Net Surf: Alexa's New Navigation Service

Neither a Web site nor a plug-in, but an application that works in cooperation with your browser.

"Net Surfing," as a concept, is an anachronism - a throwback to the days when the Web was all about motion, and rarely about rest. In the days when every page, personal or corporate, was a "homepage," the common denominator was the hotlist, and every Web site felt compelled to carve its identity via a list of links. It made sense - before server-pushes, Java, and stylesheets, the most sophisticated Web technology was the href.

It still is. Too much so, in fact. By now, almost everybody realizes that traffic is the true global currency. Outside of bona fide homepages and Yahoo, most off-site links are ads, paid for by people who need more traffic in order to sell more traffic. The surreal mathematics of trafficking in traffic may become better understood and standardized, but they won't go away. Which creates a huge opportunity, a chance to reintroduce the connectedness the Web was originally created to enable. Thus Alexa - a new navigation service conceived by Brewster Kahle, inventor of WAIS and co-founder of Thinking Machines.

Ironically, while reminiscent of quite a few collaborative agent filtering sites, search engines, and bookmark-management schemes, Alexa is neither a Web site nor a plug-in, but an application that works in cooperation with your browser. It functions as a toolbar that presents an active analysis of every site you visit - who owns it, how many sites link to it, how many pages are on it, and how popular it is amongst other Alexa users. More importantly, it provides multiple suggestions for where to go next - based on which sites are similar, which sites others have fled to, and which sites others have linked it to. And, of course, who has paid Alexa to be included.

But don't fault them for the slight intrusion of commercialism. That's a given. What's more alarming is the fact that the ploy works, more or less. Some might be impressed by its instant-messaging add-on or its archive service, which strives to eliminate 404s forever, but these are merely equivalent to leather interiors and a rear spoiler, entirely tangential to the quality of the ride.

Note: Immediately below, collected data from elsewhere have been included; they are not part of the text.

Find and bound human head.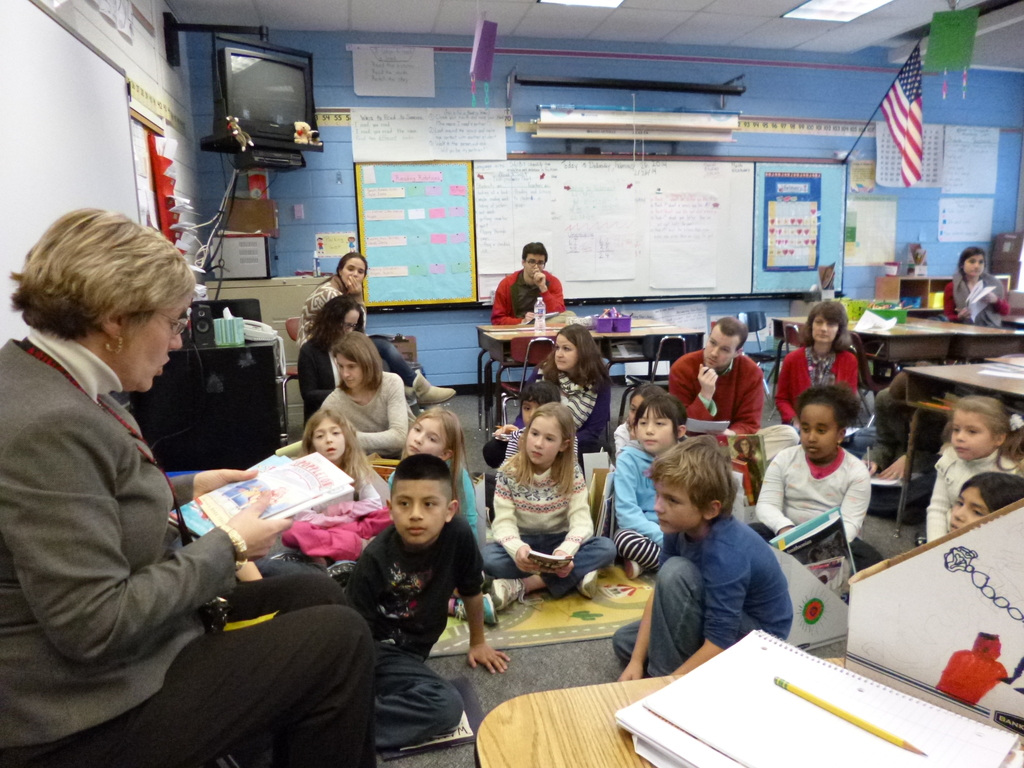
Bound: BBox(808, 299, 847, 342).
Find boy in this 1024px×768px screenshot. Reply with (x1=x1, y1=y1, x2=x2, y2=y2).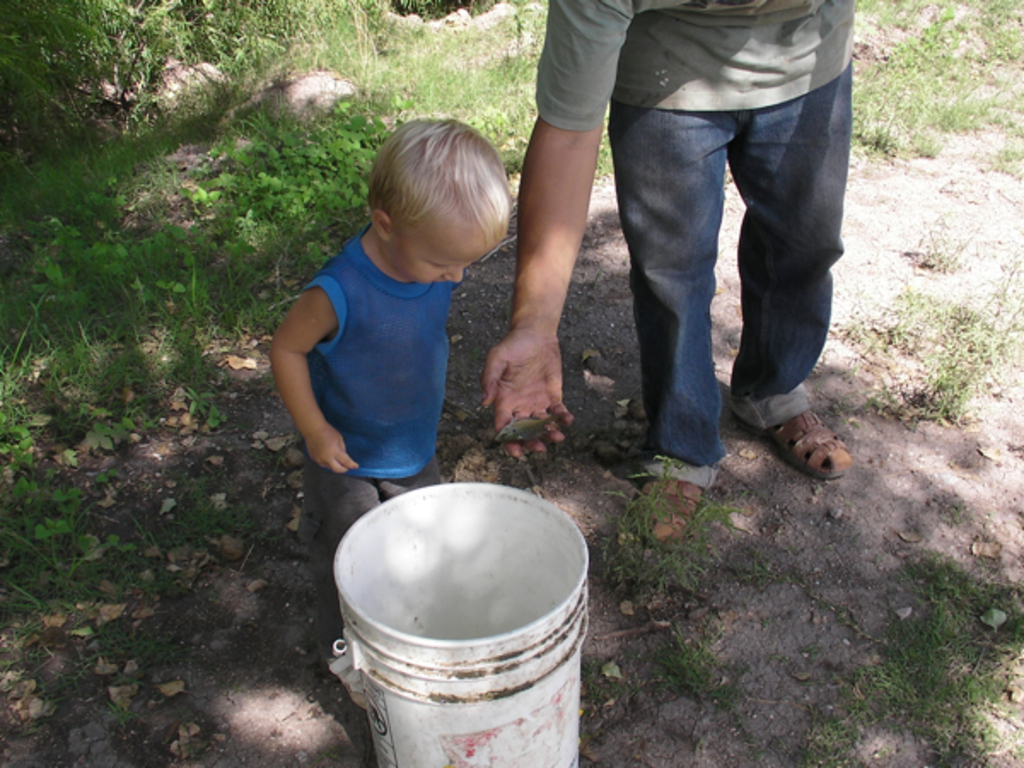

Even in its infancy, with its current surf suggestions based not on user feedback but on more mundane technical comparisons, Alexa's pointers often make no sense at all, but are precise and impressive. It all adds up to a two-part puzzle: Will it take an application distinct from the browser itself to bring back the notion of motion? And if so, does anybody still want to surf?

This article appeared originally in HotWired.